OGDEN -- A Farr West man made a wrong turn off Second Street onto the railroad tracks, but he made the right decision seconds later when he saw train lights in his rearview mirror.
Danny Ray Olsen, 62, jumped out of his car to safety just before the blue 1998 Nissan Sentra was nearly obliterated by a FrontRunner passenger train headed north from Ogden to Pleasant View on Union Pacific tracks. No one on the nearly empty train was injured.
"A big diesel engine like that versus a car is like a personal car versus a can of soda," UTA spokesman Gerry Carpenter said.
Olsen said he doesn't normally drive down Second Street to get home from work, but he was looking for a gas station.
"I turned on the track. I thought I was on that road there (530 West) and I wasn't," Olsen said. Instead, his right turn drove him off the concrete ledge of the railroad crossing and left his Sentra high-centered between two sets of tracks.
"I tried to get the car off the tracks and it was stuck, it wouldn't go," Olsen said. "I looked in the mirror and I saw a light behind me and I said, 'Man, I'm getting out of here.' That train was moving."

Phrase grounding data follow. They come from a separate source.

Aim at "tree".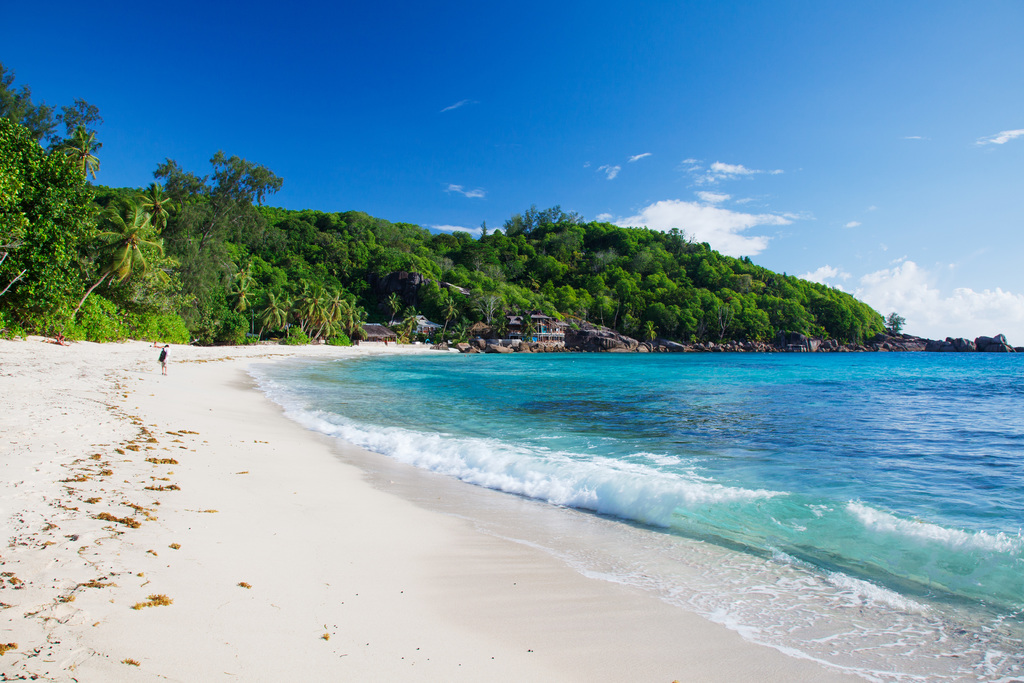
Aimed at bbox=[735, 248, 753, 265].
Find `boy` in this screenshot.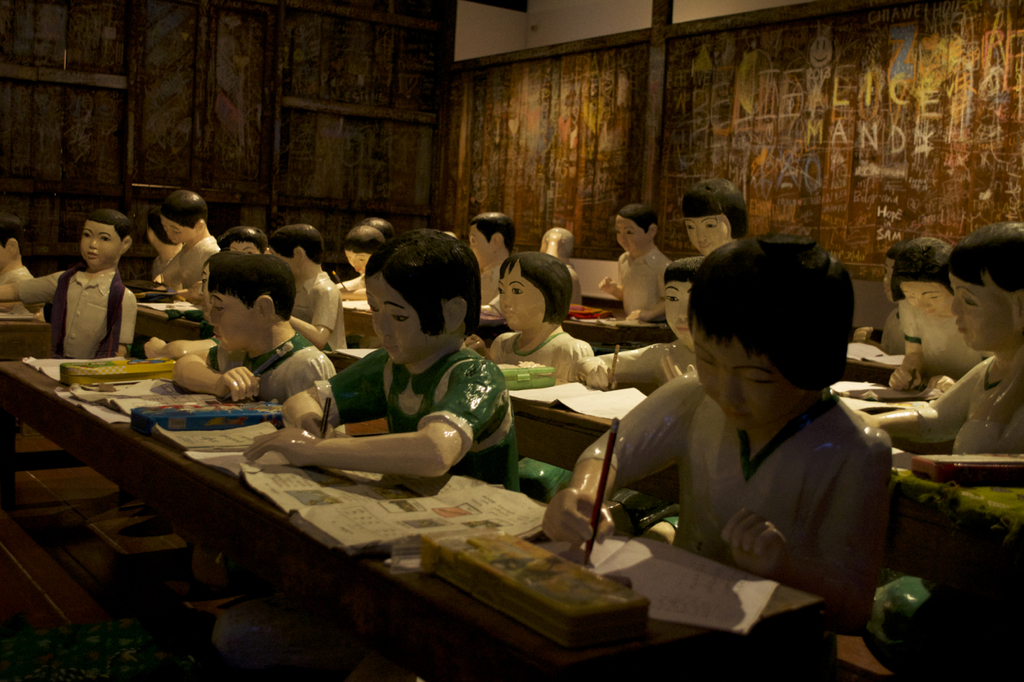
The bounding box for `boy` is {"x1": 852, "y1": 221, "x2": 1023, "y2": 450}.
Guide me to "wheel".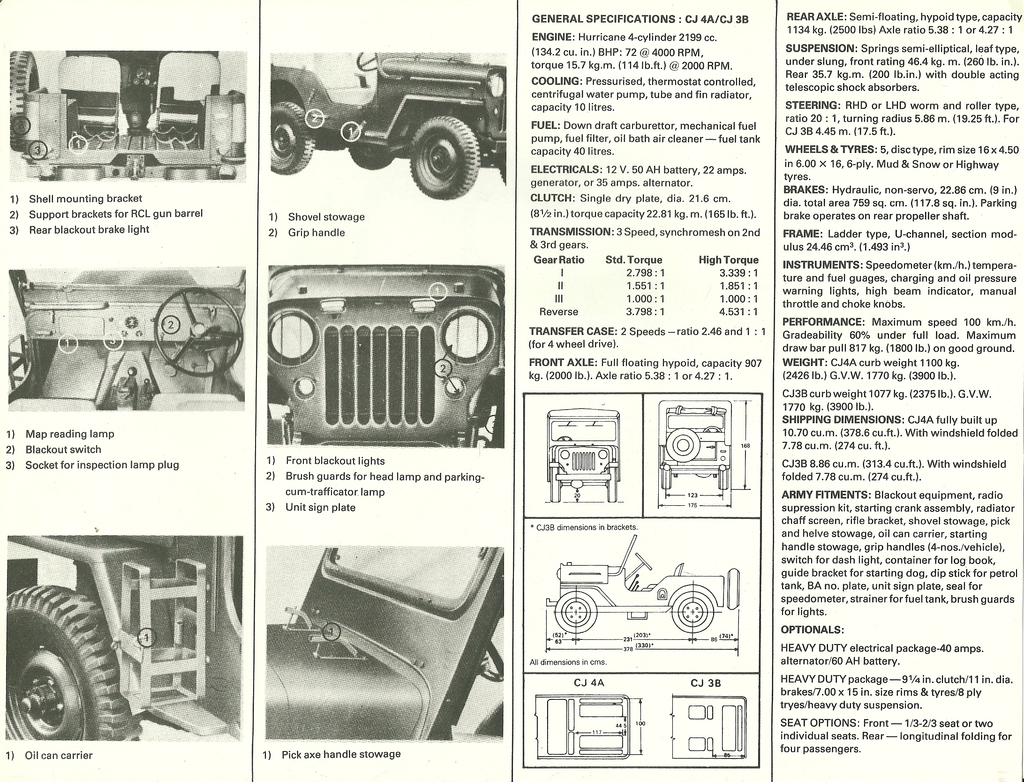
Guidance: (left=6, top=51, right=40, bottom=149).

Carpenter said the FrontRunner operator reported that he was traveling about 55 miles per hour when he hit the emergency brake before the vehicle was struck and pushed 325 feet along the track, more than the length of a football field.
"Even if (the operator) threw the brakes the second he saw it, there's no way even in emergency braking he could stop before making contact with the vehicle," Carpenter said.
Olsen called Ogden Police to report his predicament just prior to the wreck, Carpenter said. Officers were responding as they heard the report that the car had been hit.
The FrontRunner was traveling on the west track, the main line, when it hit Olsen's Sentra and finally shoved it to the east side of the tracks.
Damage to the train engine was largely cosmetic, Carpenter said, likely limited to the snow plow and access ladder. The engine was being taken back to the Ogden yard to be examined before returning to Salt Lake.